7/10
Even when you have everything, you still want more
3 February 2014
It is difficult to watch a movie that you absolutely know how it will end. Scorsese is known for casting Leo diCaprio as the young energetic underdog that gets the world, only to lose it wholesale. The other movies of this sort, though, were interesting because they featured the criminal underworld or some other bizarre and exotic environment. The Wolf..., in comparison, is a movie about spammers and thieves that get drunk and high all the time in order to keep up with their own fantasies about their lives. Really, you could make it about Romanian hackers and it would have been a much better and fun film, with the same general ideas.

Even worse for this three hour movie, Matthew McConaughey appears in a tiny role at the start of the film and explains it all: you don't want to make money for the client, you want to keep him betting on stocks, getting fabulously rich - on paper, while you get hard cash from commissions. The basic trade that we are supposed to empathize with is phone spamming and conning greedy and uninformed clients.

The money that gets generated for the stock traders "more than we knew what to do with" doesn't go into "diversification", doesn't go into growing the people that until then were hungry bastards looking to pay their mortgage, it isn't invested into anything. It just goes on expensive cars, yachts, prostitutes, drugs and trophy wives.
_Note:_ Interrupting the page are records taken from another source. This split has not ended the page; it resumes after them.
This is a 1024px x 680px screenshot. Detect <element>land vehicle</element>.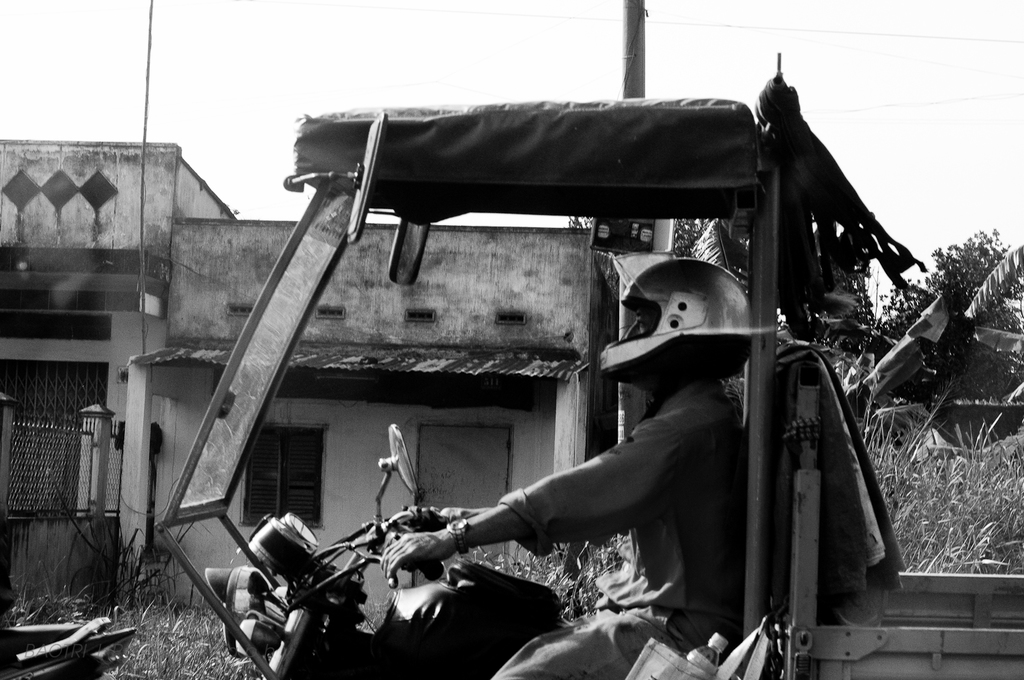
select_region(150, 49, 1023, 679).
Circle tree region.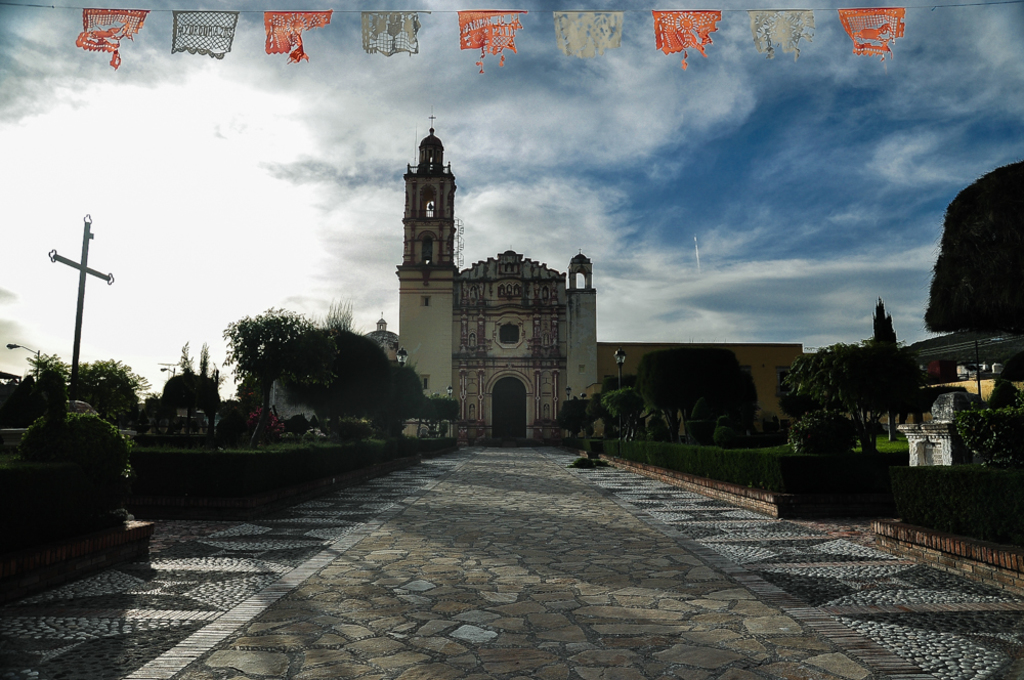
Region: (630,347,694,455).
And while I admit many people would sell their soul to get to the point where they can do that, the outcome of such a behavior is obviously not good if that is all you do.

And I am not being moralizing here. Hell, screw the bitches and snort the dope, but do something with yourself, plan for when the money will not be so good, make sure you will never get screwed over by technicalities, government agents, false friends or accidents. Instead the characters in the film act like there is no tomorrow. Literally they behave like the end of the world is around the corner. For three hours. It quickly gets old.
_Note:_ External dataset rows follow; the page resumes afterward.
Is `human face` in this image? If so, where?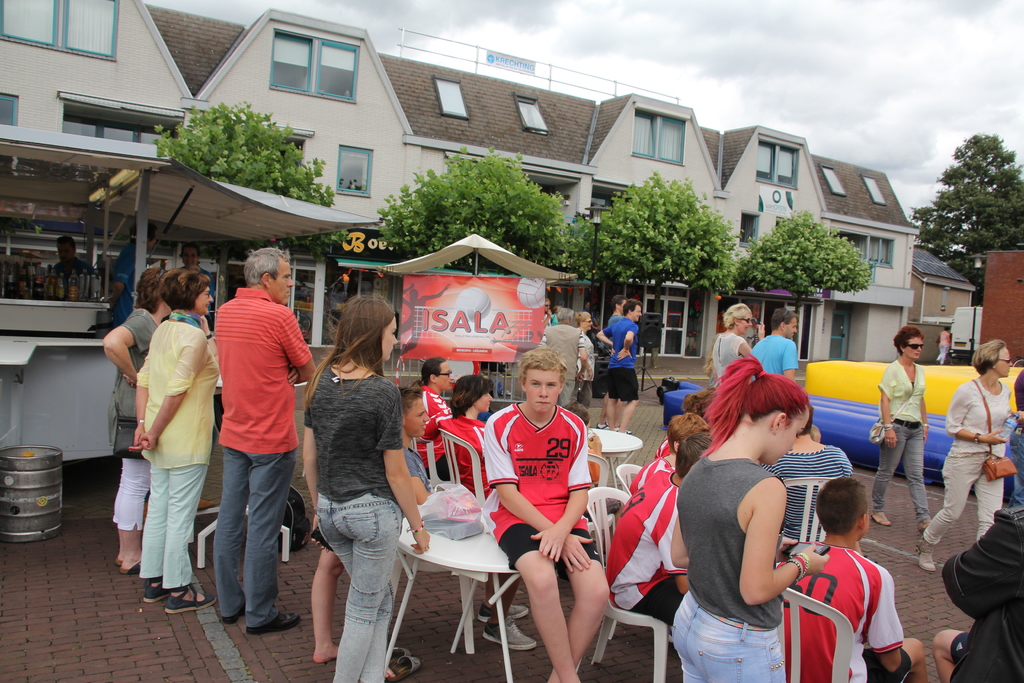
Yes, at crop(381, 316, 402, 362).
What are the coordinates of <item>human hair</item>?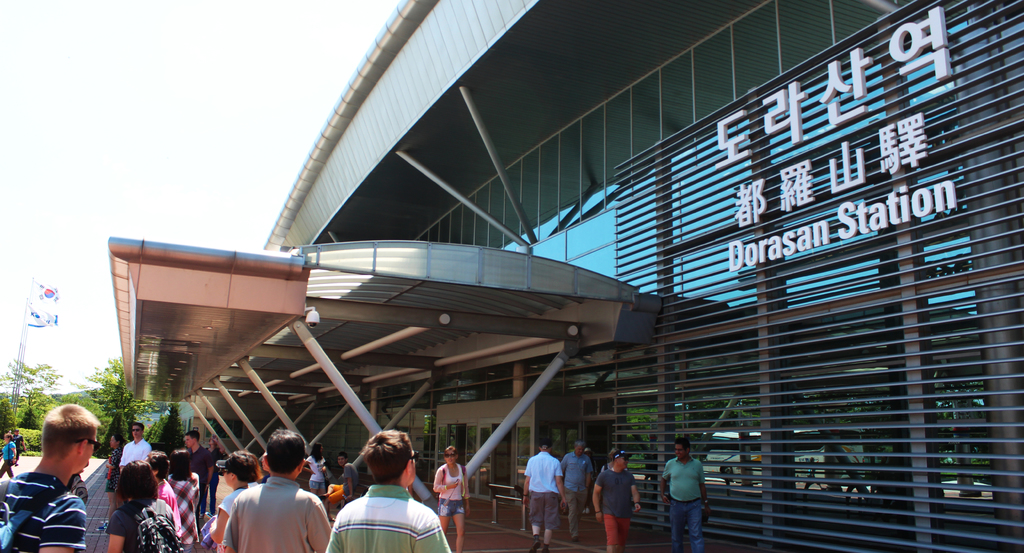
[143, 448, 171, 477].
There is some value in the ending, when DiCaprio's character is terrified he is going to get to jail, only to discover than when you have money, it isn't that bad at all, but other than that I just wanted to see the film end. There is no cat and mouse game with the FBI, nothing comes as a surprise, it just goes on and on with how wonderful it is to have enough money to spend it stupidly when you earn it by praying on people even more stupid than yourself.

Bottom line: while DiCaprio makes a good role - after all, he is a damn good actor - the film itself is only mildly entertaining. Considering it is based on an autobiographical book, you might forgive the film for being too real and too boring, but there is still the matter of why someone would choose to make a movie on such a material. I watched the film with two other people and they were both awed by the opulence depicted in the film and the comparison of their own lives to that of the protagonists. I guess there is that; learn that if you are ingenious enough, hungry enough, you can make yourself have all the money in the world. Perhaps Scorsese wanted this, or perhaps he missed the point with me, because all I felt when the film was over is that I am happy with my life and I am glad the movie finally ended.

It is interesting to read about Jordan Belfort, that's a real person. Also, his story is told in another movie from 2000, called Boiler Room, with Giovanni Ribisi and Vin Diesel. Might be worth a look.